Peter Mandelson’s lawyers have claimed that the former cabinet minister was arrested after what they said was a “baseless suggestion that he was planning to leave the country”.
The former Labour grandee was released on bail in the early hours of Tuesday morning after his arrest on suspicion of misconduct in public office, which followed claims that he had leaked sensitive government information to the paedophile financier Jeffrey Epstein.
His law firm Mishcon de Reya said it had asked the Metropolitan Police “for the evidence relied upon to justify the arrest”.
It also said there had been an agreement with police that the UK’s former ambassador to Washington would be interviewed on a voluntary basis next month, but that had been hastily overturned amid a suggestion that he was planning to move abroad permanently.
In a statement released on Tuesday evening, the firm said: “Peter Mandelson was arrested yesterday despite an agreement with the police that he would attend an interview next month on a voluntary basis. The arrest was prompted by a baseless suggestion that he was planning to leave the country and take up permanent residence abroad.
“There is absolutely no truth whatsoever in any such suggestion. We have asked the MPs for the evidence relied upon to justify the arrest. Peter Mandelson’s overriding priority is to cooperate with the police investigation, as he has done throughout this process, and to clear his name.”
Earlier, the former BBC journalist Emily Maitlis said on her podcast The News Agents that she had seen a message she said had been sent by Lord Mandelson to a journalist colleague at 4am on Tuesday, hours after he was released from police custody.
Ms Maitlis said that the message talked about the previous agreement between the police and Lord Mandelson’s legal team for him to attend a voluntary interview in early March. In it, she said, he wrote that “police arrested me because they claimed the Lord Speaker received information that I was about to flee to the British Virgin Islands”, and described this as “complete fiction”.

The lord speaker, Michael Forsyth, said the accusation was “entirely false”.
A spokesperson for Lord Forsyth said: “Any suggestion at all that the lord speaker received information about Lord Mandelson’s movements, or communicated any such information to the Metropolitan Police Service, is entirely false and without foundation.”
Lord Mandelson has been accused of passing the information on to Epstein during his time as business secretary in Gordon Brown’s government.
Emails from 2009 contained in the Esptein files appeared to show that Lord Mandelson had passed on an assessment by one of Mr Brown’s advisers of potential policy measures including an “asset sales plan”.
The emails, released by the US Department of State, also appeared to have been sent to Epstein after he became a convicted sex offender.
The arrest on Monday followed search warrants at two addresses in Wiltshire and Camden.
The Metropolitan Police declined to comment beyond their statement issued just after 2am on Tuesday, which read: “A 72-year-old man arrested on suspicion of misconduct in public office has been released on bail pending further investigation.”
The force said later he has been bailed to the end of May.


_TASK INSTRUCTIONS_
Return every record in full. Match each one exactly.

::: INFORMATION GIVEN :::

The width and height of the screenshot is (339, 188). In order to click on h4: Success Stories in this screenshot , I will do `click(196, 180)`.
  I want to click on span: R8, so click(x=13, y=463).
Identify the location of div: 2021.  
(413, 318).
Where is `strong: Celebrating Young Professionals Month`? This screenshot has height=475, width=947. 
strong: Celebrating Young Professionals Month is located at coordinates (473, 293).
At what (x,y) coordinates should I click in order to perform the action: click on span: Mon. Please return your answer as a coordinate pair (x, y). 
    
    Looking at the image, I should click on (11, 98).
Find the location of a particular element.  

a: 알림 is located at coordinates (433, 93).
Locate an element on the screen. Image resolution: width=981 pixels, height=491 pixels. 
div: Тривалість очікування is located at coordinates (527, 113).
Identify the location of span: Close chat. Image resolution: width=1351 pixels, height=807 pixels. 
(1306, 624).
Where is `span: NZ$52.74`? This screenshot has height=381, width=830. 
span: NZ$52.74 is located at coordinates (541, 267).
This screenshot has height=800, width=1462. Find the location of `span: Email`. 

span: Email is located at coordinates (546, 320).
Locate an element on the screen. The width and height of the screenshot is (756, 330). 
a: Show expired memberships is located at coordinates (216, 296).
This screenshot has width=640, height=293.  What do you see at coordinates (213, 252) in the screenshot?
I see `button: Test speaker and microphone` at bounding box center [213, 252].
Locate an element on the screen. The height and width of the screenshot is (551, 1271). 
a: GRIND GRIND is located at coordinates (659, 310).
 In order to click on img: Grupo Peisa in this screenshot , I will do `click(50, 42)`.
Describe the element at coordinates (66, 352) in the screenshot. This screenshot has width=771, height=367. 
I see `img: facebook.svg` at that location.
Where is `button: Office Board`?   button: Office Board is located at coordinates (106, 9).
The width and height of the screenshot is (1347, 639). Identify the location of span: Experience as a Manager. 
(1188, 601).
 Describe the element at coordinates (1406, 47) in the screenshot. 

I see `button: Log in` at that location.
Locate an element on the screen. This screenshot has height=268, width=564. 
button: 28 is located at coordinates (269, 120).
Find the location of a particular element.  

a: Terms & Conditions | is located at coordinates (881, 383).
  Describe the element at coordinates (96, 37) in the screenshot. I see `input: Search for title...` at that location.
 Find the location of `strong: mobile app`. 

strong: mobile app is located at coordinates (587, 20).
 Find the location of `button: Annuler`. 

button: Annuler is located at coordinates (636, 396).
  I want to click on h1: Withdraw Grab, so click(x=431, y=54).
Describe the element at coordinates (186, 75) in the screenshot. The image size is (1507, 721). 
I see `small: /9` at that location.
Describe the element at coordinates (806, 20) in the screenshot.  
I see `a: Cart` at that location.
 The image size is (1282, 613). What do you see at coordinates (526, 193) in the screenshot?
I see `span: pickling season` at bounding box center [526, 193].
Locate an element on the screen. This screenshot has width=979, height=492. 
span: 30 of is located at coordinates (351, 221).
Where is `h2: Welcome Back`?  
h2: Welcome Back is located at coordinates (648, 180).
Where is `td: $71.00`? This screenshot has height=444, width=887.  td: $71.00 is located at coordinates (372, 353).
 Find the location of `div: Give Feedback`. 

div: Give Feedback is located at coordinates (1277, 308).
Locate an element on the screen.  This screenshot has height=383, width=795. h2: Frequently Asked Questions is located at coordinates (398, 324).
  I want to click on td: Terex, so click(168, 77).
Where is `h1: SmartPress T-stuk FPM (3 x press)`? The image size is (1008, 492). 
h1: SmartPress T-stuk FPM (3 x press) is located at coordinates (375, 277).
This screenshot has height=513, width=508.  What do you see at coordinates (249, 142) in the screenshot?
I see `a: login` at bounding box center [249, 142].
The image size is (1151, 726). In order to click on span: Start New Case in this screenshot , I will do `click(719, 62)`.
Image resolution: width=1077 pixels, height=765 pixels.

:::

_WRITTEN ANSWER_
The width and height of the screenshot is (339, 188). In order to click on h4: Success Stories in this screenshot , I will do `click(196, 180)`.
  I want to click on span: R8, so click(x=13, y=463).
Identify the location of div: 2021.  
(413, 318).
Where is `strong: Celebrating Young Professionals Month`? This screenshot has height=475, width=947. 
strong: Celebrating Young Professionals Month is located at coordinates (473, 293).
At what (x,y) coordinates should I click in order to perform the action: click on span: Mon. Please return your answer as a coordinate pair (x, y). 
    
    Looking at the image, I should click on (11, 98).
Find the location of a particular element.  

a: 알림 is located at coordinates (433, 93).
Locate an element on the screen. Image resolution: width=981 pixels, height=491 pixels. 
div: Тривалість очікування is located at coordinates (527, 113).
Identify the location of span: Close chat. Image resolution: width=1351 pixels, height=807 pixels. 
(1306, 624).
Where is `span: NZ$52.74`? This screenshot has height=381, width=830. 
span: NZ$52.74 is located at coordinates (541, 267).
This screenshot has height=800, width=1462. Find the location of `span: Email`. 

span: Email is located at coordinates (546, 320).
Locate an element on the screen. The width and height of the screenshot is (756, 330). 
a: Show expired memberships is located at coordinates (216, 296).
This screenshot has width=640, height=293.  What do you see at coordinates (213, 252) in the screenshot?
I see `button: Test speaker and microphone` at bounding box center [213, 252].
Locate an element on the screen. The height and width of the screenshot is (551, 1271). 
a: GRIND GRIND is located at coordinates (659, 310).
 In order to click on img: Grupo Peisa in this screenshot , I will do `click(50, 42)`.
Describe the element at coordinates (66, 352) in the screenshot. This screenshot has width=771, height=367. 
I see `img: facebook.svg` at that location.
Where is `button: Office Board`?   button: Office Board is located at coordinates (106, 9).
The width and height of the screenshot is (1347, 639). Identify the location of span: Experience as a Manager. 
(1188, 601).
 Describe the element at coordinates (1406, 47) in the screenshot. 

I see `button: Log in` at that location.
Locate an element on the screen. This screenshot has height=268, width=564. 
button: 28 is located at coordinates (269, 120).
Find the location of a particular element.  

a: Terms & Conditions | is located at coordinates (881, 383).
  Describe the element at coordinates (96, 37) in the screenshot. I see `input: Search for title...` at that location.
 Find the location of `strong: mobile app`. 

strong: mobile app is located at coordinates (587, 20).
 Find the location of `button: Annuler`. 

button: Annuler is located at coordinates (636, 396).
  I want to click on h1: Withdraw Grab, so click(x=431, y=54).
Describe the element at coordinates (186, 75) in the screenshot. The image size is (1507, 721). 
I see `small: /9` at that location.
Describe the element at coordinates (806, 20) in the screenshot.  
I see `a: Cart` at that location.
 The image size is (1282, 613). What do you see at coordinates (526, 193) in the screenshot?
I see `span: pickling season` at bounding box center [526, 193].
Locate an element on the screen. This screenshot has width=979, height=492. 
span: 30 of is located at coordinates (351, 221).
Where is `h2: Welcome Back`?  
h2: Welcome Back is located at coordinates (648, 180).
Where is `td: $71.00`? This screenshot has height=444, width=887.  td: $71.00 is located at coordinates (372, 353).
 Find the location of `div: Give Feedback`. 

div: Give Feedback is located at coordinates (1277, 308).
Locate an element on the screen.  This screenshot has height=383, width=795. h2: Frequently Asked Questions is located at coordinates (398, 324).
  I want to click on td: Terex, so click(168, 77).
Where is `h1: SmartPress T-stuk FPM (3 x press)`? The image size is (1008, 492). 
h1: SmartPress T-stuk FPM (3 x press) is located at coordinates (375, 277).
This screenshot has height=513, width=508.  What do you see at coordinates (249, 142) in the screenshot?
I see `a: login` at bounding box center [249, 142].
The image size is (1151, 726). In order to click on span: Start New Case in this screenshot , I will do `click(719, 62)`.
Image resolution: width=1077 pixels, height=765 pixels.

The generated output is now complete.